══ Records for the task ══
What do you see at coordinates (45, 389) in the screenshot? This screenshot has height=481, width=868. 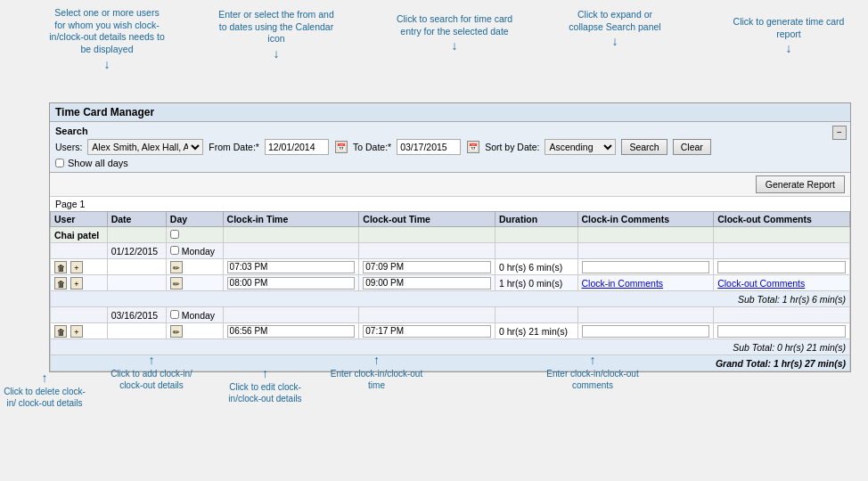 I see `annotation-delete: ↑ Click to delete clock-in/ clock-out de…` at bounding box center [45, 389].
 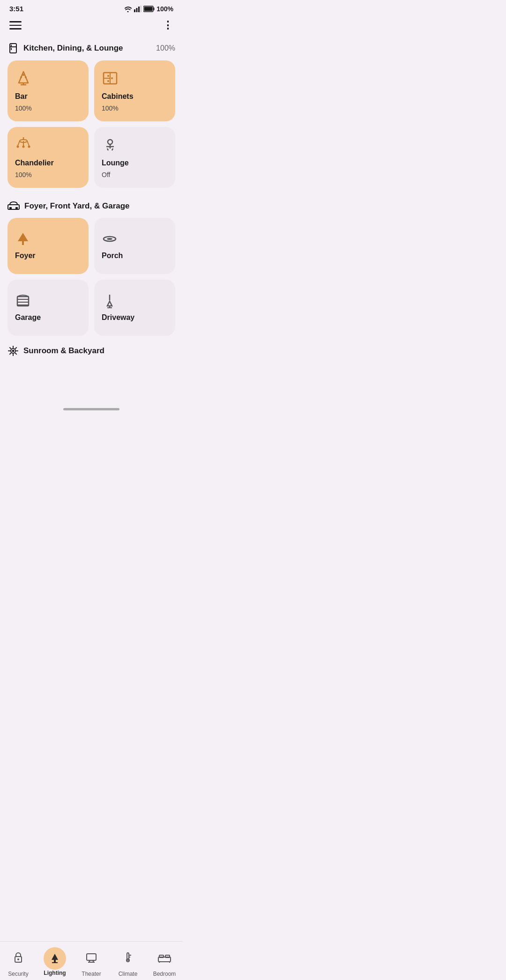 What do you see at coordinates (48, 97) in the screenshot?
I see `bar-device-name: Bar` at bounding box center [48, 97].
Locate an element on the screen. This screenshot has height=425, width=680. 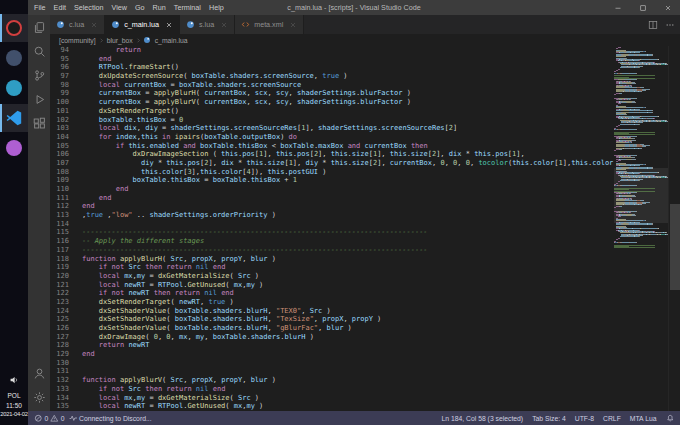
menu-run: Run is located at coordinates (160, 8).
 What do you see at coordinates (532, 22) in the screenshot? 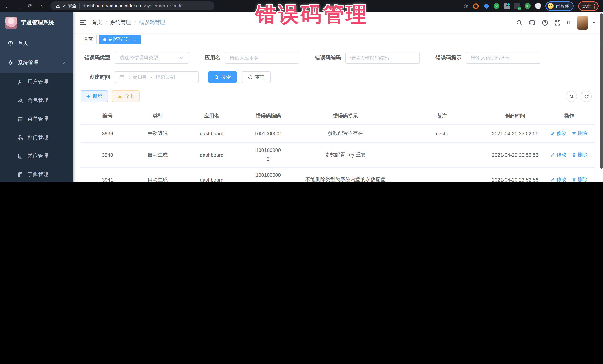
I see `github-icon` at bounding box center [532, 22].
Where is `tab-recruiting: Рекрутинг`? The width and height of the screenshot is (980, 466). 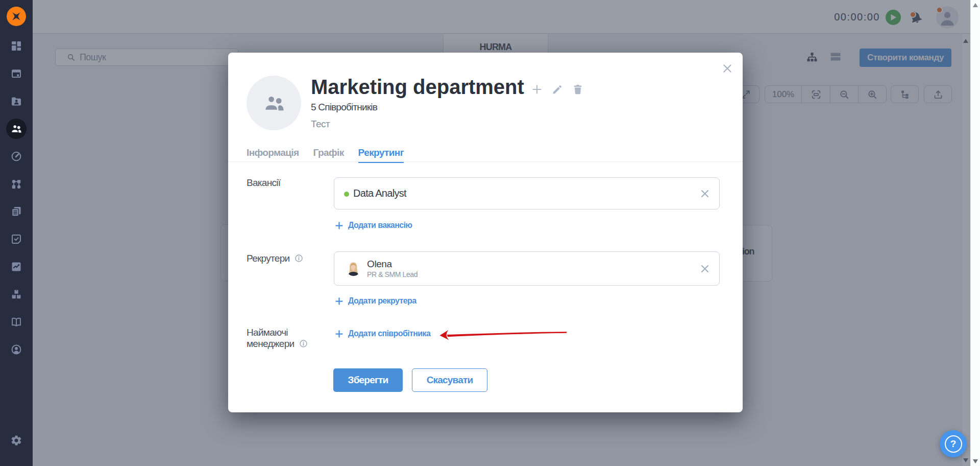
═══
What you have to do: In the listing, find the line containing "What do you see at coordinates (532, 22)" and repeat it and every later line through the last one, word for word, excluding the pictures.

Task solution:
 What do you see at coordinates (532, 22) in the screenshot? 
I see `github-icon` at bounding box center [532, 22].
Where is `tab-recruiting: Рекрутинг`? The width and height of the screenshot is (980, 466). 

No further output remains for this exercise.